Nope. It means that the people who want or need something done need to pay more to have it done, otherwise the employee will stop working and find somewhere else to work. You only need a very small amount of “temporarily can’t do it” or “need to do it suboptimally” to accomplish this, only 1 out of 1000 projects, a civilizationally-irrelevant amount.

So your argument here that things people value and want done will be less affordable?

I think what you’re getting at is, “I want to trade the suffering of the poor for greater tech development”.

I know a poor rural family with a smartphone for every member, clean drinking water available when they want, healthcare from Medicaid, a PS5 with a virtual reality headset (seriously, think of how insane it is that even a rather poor family has personal virtual reality now) , nice tasty food from all around the world with spices many in the past would have never tasted. Their life has luxuries that even the richest and most powerful people a few hundred years ago could only dream of, and that was only possible because of tech development. Even the Rothschild's can not compare to what a fast food worker today can access.

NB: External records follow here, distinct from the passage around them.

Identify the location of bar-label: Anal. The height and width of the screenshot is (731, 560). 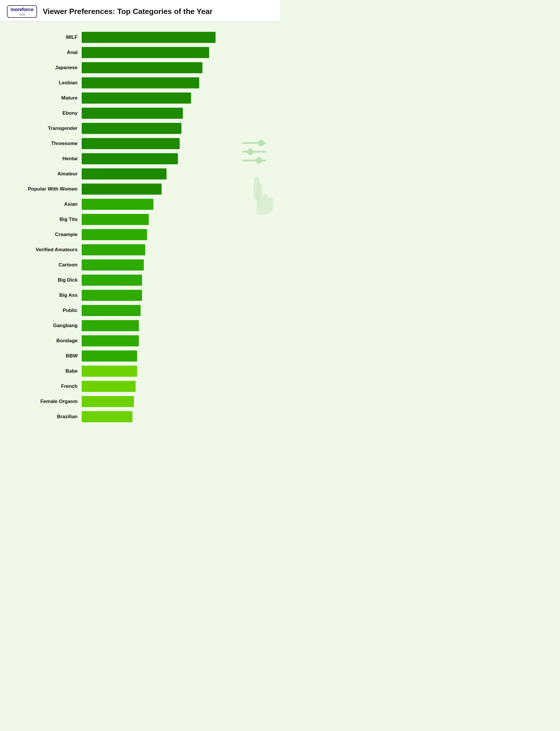
(49, 53). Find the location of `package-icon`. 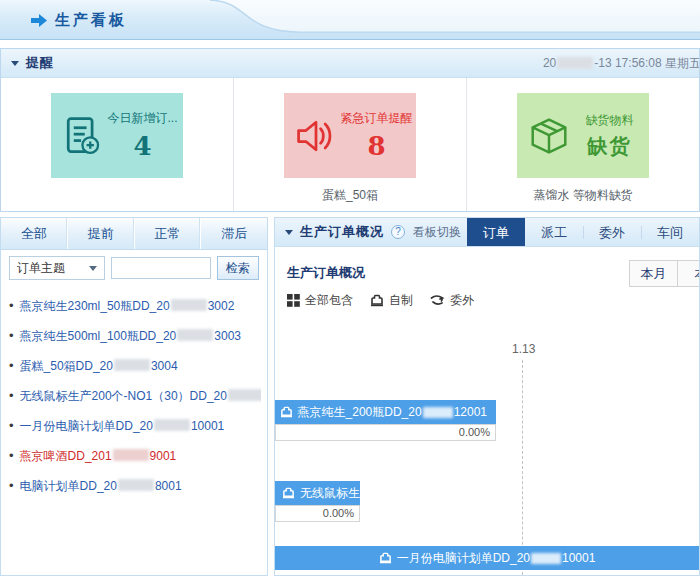

package-icon is located at coordinates (549, 136). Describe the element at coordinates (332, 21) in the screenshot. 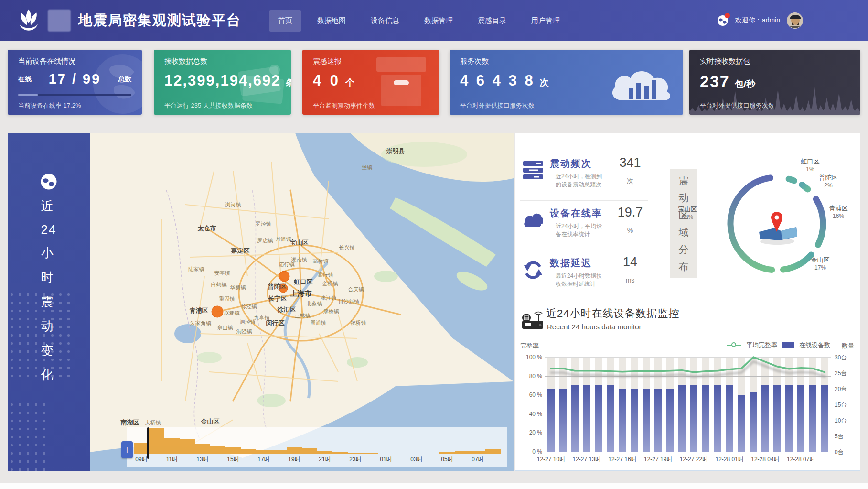

I see `nav-item-1: 数据地图` at that location. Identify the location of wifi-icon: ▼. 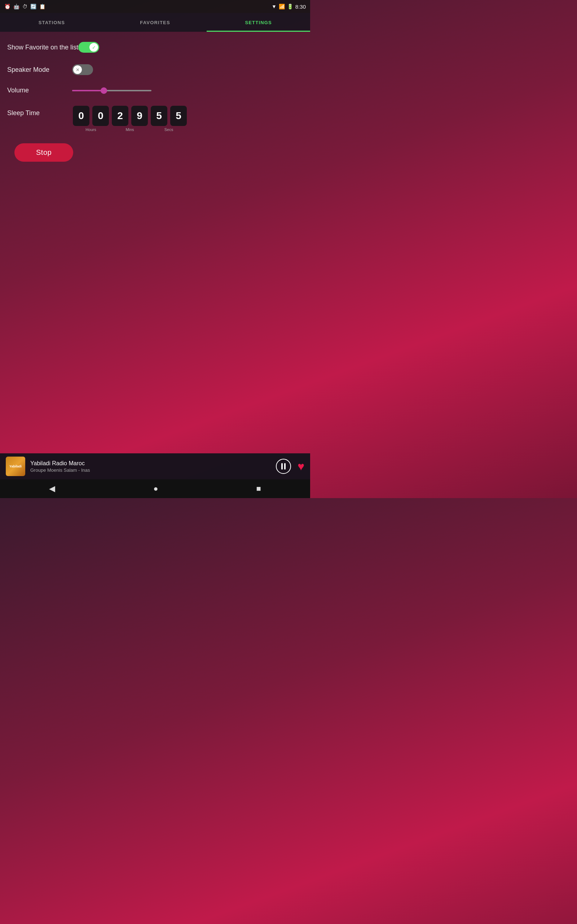
(274, 6).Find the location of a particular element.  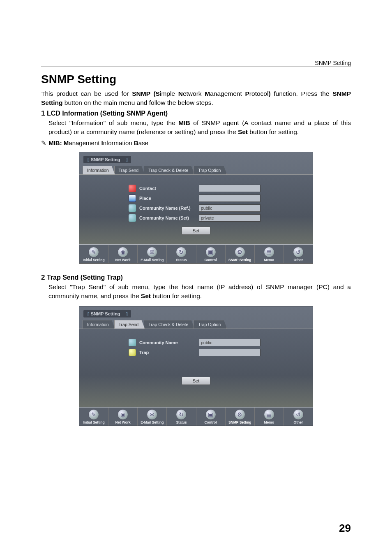

form-row: Place is located at coordinates (196, 198).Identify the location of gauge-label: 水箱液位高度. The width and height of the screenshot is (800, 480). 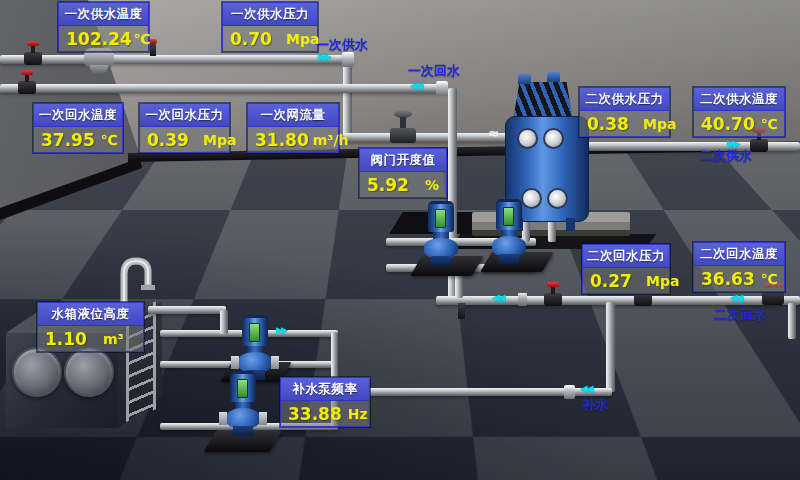
(90, 314).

Like hunger in the US is basically non-existent! People don't starve to death except by choice, whereas just a few centuries ago famines were common across the world. In fact today's poor are so well off that having too many calories is significantly more common than getting too little calories. The idea that the poor are suffering from economic growth is complete and obvious hogwash. How bad is it for the poor that they and their kids survive, instead of up to 30% of them dying before their first birthdays?

If turn-of-the-century infant death rates had continued, then an estimated 500,000 live-born infants during 1997 would have died before age 1 year; instead, 28,045 infants died (3).

We saved ~471,955 infants in just one year, many of them to poor families.

Really the only thing that is worse than the past is housing, and not by quality or size (like even the poor have indoor plumbing! The richest a few hundred years ago were still shitting in outhouses or dumping it out on the streets) mind you but by price. And that is a deliberate choice by cities and states around the country to artificially restrict the new supply of homes because even the limited resources of land is used more efficiently than ever.